There’s this notion that white guys don’t have rhythm, “Dancing With the Stars'” John O’Hurley notwithstanding.
It wasn’t Frank Wondrasek’s intention to burst the myth, but he did it all the same. And Wondrasek picked an impressive arena to do it: The World’s Largest Steppers Contest, which celebrated a stylish, sophisticated dance style the African-American community claims as its own.
Stepping is best described as a smooth, hip form of ballroom dancing that traces its roots back to “walking and bopping and styling” in the late 1940s, according to Hall of Fame Chicago disc jockey Herb Kent.
Performed to funky R&B music, it has become a unique form of expression and cultural pride for black dancers in the Chicago area, fueled in part by the contest, which has been in existence for 15 years.
But there was Wondrasek, resplendent in his gray pinstripe suit, spinning his partner, Sanora Hutcherson. He dipped and glided her around the raised stage to the delight of the 3,000 to 5,000 steppers fans in the Grand Ballroom of the Hyatt Regency Chicago on a recent Saturday night.
“He ain’t white, he’s just light-skinned,” joked contest co-host Ramonski Luv of WVAZ-FM (V-103), which sponsored the competition with the Majestic Gents steppers club.
“I dance an awful lot,” Wondrasek, 45, said before the contest. “I’ve practiced, I’ve gone to many classes, I’ve worked hard at it. It’s not as though I just once in a while go out. I’ve been known to go out seven, eight days a week.”
To Hutcherson, a black 30-year-old hair stylist from Chicago, “I don’t notice that he’s white; I don’t notice that he’s black. . . . As long as he’s a good dancer, it’s all right with me.”
Leon Whiten, a stepping instructor with the Steppers Network, which promotes the dance and its culture, described it as “a partner dance that is changing all the time. It’s a dance that you learn the basics of, and then you put your own stamp onto it.”
Angela Reed, 40, of Joliet sees stepping as for “a more mature crowd, and it’s more relaxing. It’s not out there where you’re jerking and shaking your butt or whatever.”
She was quick to add that the dance style “could be for younger [crowds] too. But to me, it’s like old school. And I’m very old school.”
Wondrasek, a personal trainer from Chicago who has been stepping for only 11 months, said that when he hits the clubs where stepping is danced, he is treated like a member of the family.
“It’s a way that a lot of people relate to each other. The way they dance, how they dance, the style of their dance,” he said. “It’s just an overall community of people that are into this. And people have been very kind to me.”
Everybody, that is, except the judges, who didn’t proclaim Wondrasek and Hutcherson the winner in the beginners category. But judging from the audience response, the couple, especially Wondrasek, won several new fans.
“Stepping ain’t a color,” Luv said. “If you’ve got it, you’ve got it.”
Thousands–men dressed in suits and wide-brim hats, women in dresses and pants outfits–were clearly in their element at the contest. A dance floor in front of the main stage was always packed with couples–and an occasional threesome or all-female combo–dancing to such stepper-friendly songs as “The Jones” by the Temptations.
There were a few surprises at the event, including an appearance by some 15 Hurricane Katrina evacuees (a bag passed around for donations was quickly filled); and an unexpected visit by “Ray” Oscar winner Jamie Foxx, in town for another engagement. He took the stage and encouraged the crowd to “keep on stepping”; they responded by raising cell phones in the air to take pictures.
“I hang around too many Chi-Town folks not to be a stepper,” Foxx said. “I’m going to get up there and get me a partner and shake a tail feather.”
If Foxx were serious, it wouldn’t be a surprise. Stepping’s national presence grew not long after its popularity in Chicago exploded in the wake of the very first contest in 1990, according to Kent, 76.
Kent–who, when he isn’t playing music on V-103 on the weekends, is spinning records at steppers sets around the city–added that the “the seed was planted” for the dance’s widening national reach when R. Kelly’s “Step in the Name of Love” became a dance hit in 2003.
“You could to go to places like Las Vegas, California, Atlanta, Florida, and these folks come out of the woodwork,” said Kent.
Kent noted that the combination of artistic expression, a slick R&B beat, and the fact that it’s a shared activity with other African-Americans, all adds up to a dance that doubles as a public demonstration of self-respect for black people.
“You learn how to step, and you’re moving and grooving, and it’s a sense of pride,” Kent said. “It’s really indigenous to black people, that we invented it, and we do it. And other people are learning. I’ve seen all persuasions now; you name it, I’ve seen them. Japanese, Chinese–it’s magnetic, man.”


* Task brief *
Check every line of the data below for the string "subscript", and copy the ones that hold it.

(Dataset rows about figures)
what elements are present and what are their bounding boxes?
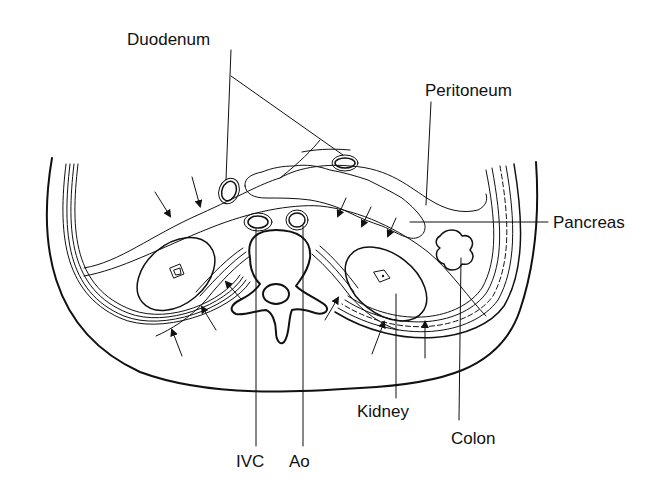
retroperitoneum-cross-section: Duodenum Peritoneum Pancreas Kidney Colo…	[0, 0, 672, 484]
arrow-icon	[338, 198, 346, 216]
pancreas	[245, 165, 425, 238]
colon	[436, 230, 473, 270]
arrow-icon	[192, 177, 200, 206]
label-kidney: Kidney	[357, 402, 409, 421]
arrow-icon	[172, 330, 182, 356]
label-duodenum: Duodenum	[127, 30, 210, 49]
great-vessels	[244, 210, 308, 231]
psoas-muscles	[156, 246, 398, 336]
label-peritoneum: Peritoneum	[425, 81, 512, 100]
body-wall	[47, 158, 537, 392]
arrow-icon	[155, 192, 170, 216]
duodenum	[215, 155, 358, 207]
arrow-icon	[372, 322, 384, 354]
fascial-arrows	[155, 177, 425, 358]
arrow-icon	[202, 307, 216, 330]
labels: Duodenum Peritoneum Pancreas Kidney Colo…	[127, 30, 625, 471]
label-pancreas: Pancreas	[553, 213, 625, 232]
label-ivc: IVC	[236, 452, 264, 471]
label-colon: Colon	[451, 429, 495, 448]
diagram-canvas: Duodenum Peritoneum Pancreas Kidney Colo…	[0, 0, 672, 484]
arrow-icon	[226, 282, 241, 299]
label-aorta: Ao	[289, 452, 310, 471]
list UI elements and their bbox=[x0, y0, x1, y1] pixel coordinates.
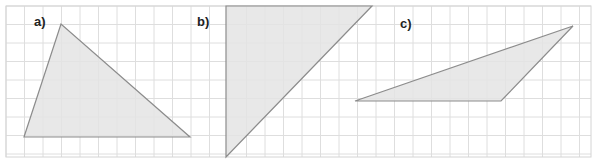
triangle-b bbox=[226, 6, 372, 157]
label-c: c) bbox=[400, 16, 412, 31]
label-a: a) bbox=[34, 14, 46, 29]
label-b: b) bbox=[197, 14, 209, 29]
triangle-grid-figure: a) b) c) bbox=[0, 0, 596, 160]
triangles bbox=[24, 6, 573, 157]
triangle-c bbox=[355, 26, 573, 101]
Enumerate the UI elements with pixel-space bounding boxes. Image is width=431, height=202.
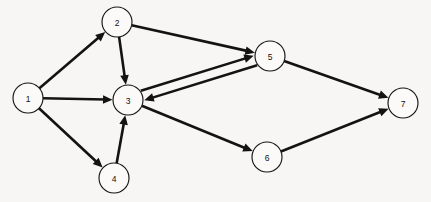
node-circle[interactable] <box>13 83 43 113</box>
arrowhead <box>103 95 113 104</box>
edge-2-to-3 <box>119 37 129 85</box>
edge-shaft <box>142 106 246 149</box>
edge-shaft <box>132 25 248 51</box>
edge-shaft <box>43 98 106 99</box>
node-circle[interactable] <box>255 41 285 71</box>
node-3[interactable]: 3 <box>113 85 143 115</box>
arrowhead <box>243 55 253 63</box>
edge-shaft <box>117 122 124 163</box>
directed-graph: 1234567 <box>0 0 431 202</box>
edge-5-to-7 <box>284 61 388 99</box>
edge-shaft <box>39 37 99 89</box>
edge-6-to-7 <box>281 108 389 151</box>
node-4[interactable]: 4 <box>99 163 129 193</box>
arrowhead <box>245 46 255 54</box>
arrowhead <box>120 75 129 85</box>
node-2[interactable]: 2 <box>102 7 132 37</box>
node-1[interactable]: 1 <box>13 83 43 113</box>
node-5[interactable]: 5 <box>255 41 285 71</box>
node-circle[interactable] <box>252 142 282 172</box>
node-6[interactable]: 6 <box>252 142 282 172</box>
node-circle[interactable] <box>388 88 418 118</box>
edge-shaft <box>39 108 98 162</box>
edge-2-to-5 <box>132 25 255 55</box>
edge-shaft <box>284 61 382 96</box>
node-circle[interactable] <box>113 85 143 115</box>
node-circle[interactable] <box>102 7 132 37</box>
edge-1-to-3 <box>43 95 113 104</box>
diagram-canvas: 1234567 <box>0 0 431 202</box>
edges-layer <box>39 25 389 167</box>
edge-shaft <box>119 37 125 78</box>
edge-shaft <box>281 111 382 151</box>
arrowhead <box>378 91 388 99</box>
edge-4-to-3 <box>117 115 128 163</box>
arrowhead <box>119 115 127 125</box>
edge-3-to-6 <box>142 106 253 152</box>
edge-1-to-4 <box>39 108 103 167</box>
node-7[interactable]: 7 <box>388 88 418 118</box>
arrowhead <box>144 93 154 101</box>
edge-1-to-2 <box>39 32 105 88</box>
node-circle[interactable] <box>99 163 129 193</box>
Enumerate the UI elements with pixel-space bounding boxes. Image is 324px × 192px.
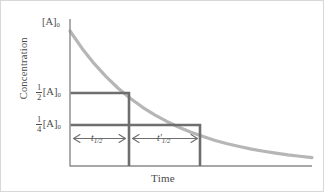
x-axis-title: Time <box>151 173 175 184</box>
half-life-figure: Concentration Time [A]0 1 2 [A]0 1 4 [A]… <box>0 0 324 192</box>
quarter-fraction: 1 4 <box>36 115 42 134</box>
half-fraction: 1 2 <box>36 83 42 102</box>
quarter-concentration-label: 1 4 [A]0 <box>36 115 61 134</box>
initial-bracket-text: [A] <box>42 16 57 27</box>
half-life-1-subscript: 1/2 <box>94 137 103 144</box>
half-life-2-label: t′1/2 <box>157 133 170 143</box>
half-concentration-bracket: [A]0 <box>43 87 61 98</box>
half-denominator: 2 <box>36 93 42 102</box>
y-axis-title: Concentration <box>19 13 30 123</box>
half-subscript: 0 <box>57 91 60 98</box>
quarter-numerator: 1 <box>36 115 42 125</box>
quarter-subscript: 0 <box>57 123 60 130</box>
half-numerator: 1 <box>36 83 42 93</box>
initial-concentration-label: [A]0 <box>42 17 60 28</box>
half-life-2-subscript: 1/2 <box>162 137 171 144</box>
initial-subscript: 0 <box>57 21 60 28</box>
quarter-bracket-text: [A] <box>43 118 58 129</box>
initial-concentration-bracket: [A]0 <box>42 17 60 28</box>
half-concentration-label: 1 2 [A]0 <box>36 83 61 102</box>
quarter-concentration-bracket: [A]0 <box>43 119 61 130</box>
half-life-1-label: t1/2 <box>91 133 102 143</box>
quarter-denominator: 4 <box>36 125 42 134</box>
half-bracket-text: [A] <box>43 86 58 97</box>
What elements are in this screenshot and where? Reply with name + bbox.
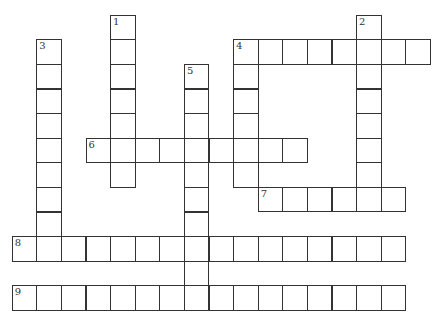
crossword-cell[interactable] (356, 39, 382, 65)
crossword-cell[interactable] (332, 236, 358, 262)
crossword-cell[interactable] (36, 64, 62, 90)
crossword-cell[interactable] (356, 64, 382, 90)
crossword-cell[interactable] (36, 187, 62, 213)
crossword-cell[interactable] (36, 138, 62, 164)
crossword-cell[interactable] (282, 187, 308, 213)
crossword-cell[interactable] (356, 236, 382, 262)
crossword-cell[interactable] (233, 89, 259, 115)
crossword-cell[interactable]: 5 (184, 64, 210, 90)
crossword-cell[interactable]: 3 (36, 39, 62, 65)
crossword-cell[interactable] (61, 285, 87, 311)
crossword-cell[interactable] (356, 162, 382, 188)
crossword-cell[interactable]: 1 (110, 15, 136, 41)
crossword-cell[interactable] (184, 236, 210, 262)
crossword-cell[interactable] (184, 212, 210, 238)
clue-number: 6 (89, 139, 95, 151)
crossword-cell[interactable] (258, 285, 284, 311)
crossword-cell[interactable] (233, 162, 259, 188)
crossword-cell[interactable] (159, 138, 185, 164)
crossword-cell[interactable] (233, 64, 259, 90)
crossword-cell[interactable] (36, 89, 62, 115)
crossword-cell[interactable] (61, 236, 87, 262)
crossword-cell[interactable] (135, 285, 161, 311)
crossword-cell[interactable] (36, 162, 62, 188)
crossword-cell[interactable] (110, 138, 136, 164)
crossword-cell[interactable] (233, 113, 259, 139)
crossword-cell[interactable] (184, 261, 210, 287)
crossword-cell[interactable]: 4 (233, 39, 259, 65)
crossword-cell[interactable] (233, 138, 259, 164)
crossword-cell[interactable] (110, 162, 136, 188)
crossword-cell[interactable] (36, 285, 62, 311)
crossword-cell[interactable] (307, 187, 333, 213)
crossword-cell[interactable] (332, 285, 358, 311)
crossword-cell[interactable]: 6 (86, 138, 112, 164)
crossword-cell[interactable] (307, 236, 333, 262)
crossword-cell[interactable] (110, 113, 136, 139)
crossword-cell[interactable] (282, 236, 308, 262)
crossword-cell[interactable] (307, 39, 333, 65)
crossword-cell[interactable] (159, 236, 185, 262)
crossword-cell[interactable] (381, 236, 407, 262)
crossword-cell[interactable] (332, 187, 358, 213)
clue-number: 4 (236, 40, 242, 52)
crossword-cell[interactable] (209, 285, 235, 311)
crossword-cell[interactable] (135, 236, 161, 262)
crossword-cell[interactable] (381, 187, 407, 213)
clue-number: 8 (15, 237, 21, 249)
clue-number: 5 (187, 65, 193, 77)
crossword-cell[interactable] (381, 39, 407, 65)
crossword-cell[interactable] (258, 39, 284, 65)
crossword-cell[interactable] (36, 212, 62, 238)
crossword-cell[interactable] (405, 39, 431, 65)
crossword-cell[interactable] (356, 285, 382, 311)
crossword-cell[interactable] (86, 236, 112, 262)
crossword-cell[interactable] (307, 285, 333, 311)
crossword-cell[interactable] (184, 113, 210, 139)
crossword-cell[interactable] (282, 285, 308, 311)
crossword-cell[interactable] (110, 236, 136, 262)
crossword-cell[interactable]: 8 (12, 236, 38, 262)
crossword-cell[interactable] (332, 39, 358, 65)
crossword-cell[interactable] (233, 236, 259, 262)
crossword-cell[interactable] (184, 285, 210, 311)
crossword-cell[interactable] (110, 39, 136, 65)
crossword-cell[interactable] (282, 39, 308, 65)
clue-number: 3 (39, 40, 45, 52)
crossword-cell[interactable] (110, 89, 136, 115)
crossword-cell[interactable]: 9 (12, 285, 38, 311)
crossword-cell[interactable] (110, 64, 136, 90)
crossword-cell[interactable] (209, 236, 235, 262)
crossword-cell[interactable] (110, 285, 136, 311)
crossword-cell[interactable] (356, 113, 382, 139)
crossword-cell[interactable] (233, 285, 259, 311)
crossword-cell[interactable] (184, 89, 210, 115)
crossword-cell[interactable] (258, 236, 284, 262)
crossword-cell[interactable] (356, 138, 382, 164)
crossword-cell[interactable] (381, 285, 407, 311)
clue-number: 7 (261, 188, 267, 200)
clue-number: 9 (15, 286, 21, 298)
crossword-cell[interactable] (184, 187, 210, 213)
crossword-cell[interactable] (36, 113, 62, 139)
crossword-cell[interactable]: 2 (356, 15, 382, 41)
crossword-cell[interactable] (356, 89, 382, 115)
clue-number: 2 (359, 16, 365, 28)
crossword-cell[interactable] (209, 138, 235, 164)
crossword-cell[interactable] (86, 285, 112, 311)
clue-number: 1 (113, 16, 119, 28)
crossword-cell[interactable] (135, 138, 161, 164)
crossword-grid: 123456789 (0, 0, 440, 331)
crossword-cell[interactable] (356, 187, 382, 213)
crossword-cell[interactable]: 7 (258, 187, 284, 213)
crossword-cell[interactable] (36, 236, 62, 262)
crossword-cell[interactable] (184, 138, 210, 164)
crossword-cell[interactable] (159, 285, 185, 311)
crossword-cell[interactable] (184, 162, 210, 188)
crossword-cell[interactable] (258, 138, 284, 164)
crossword-cell[interactable] (282, 138, 308, 164)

* Answer to the problem *
half-life-1-subscript: 1/2 <box>94 137 103 144</box>
half-subscript: 0 <box>57 91 60 98</box>
quarter-subscript: 0 <box>57 123 60 130</box>
half-life-2-subscript: 1/2 <box>162 137 171 144</box>
initial-subscript: 0 <box>57 21 60 28</box>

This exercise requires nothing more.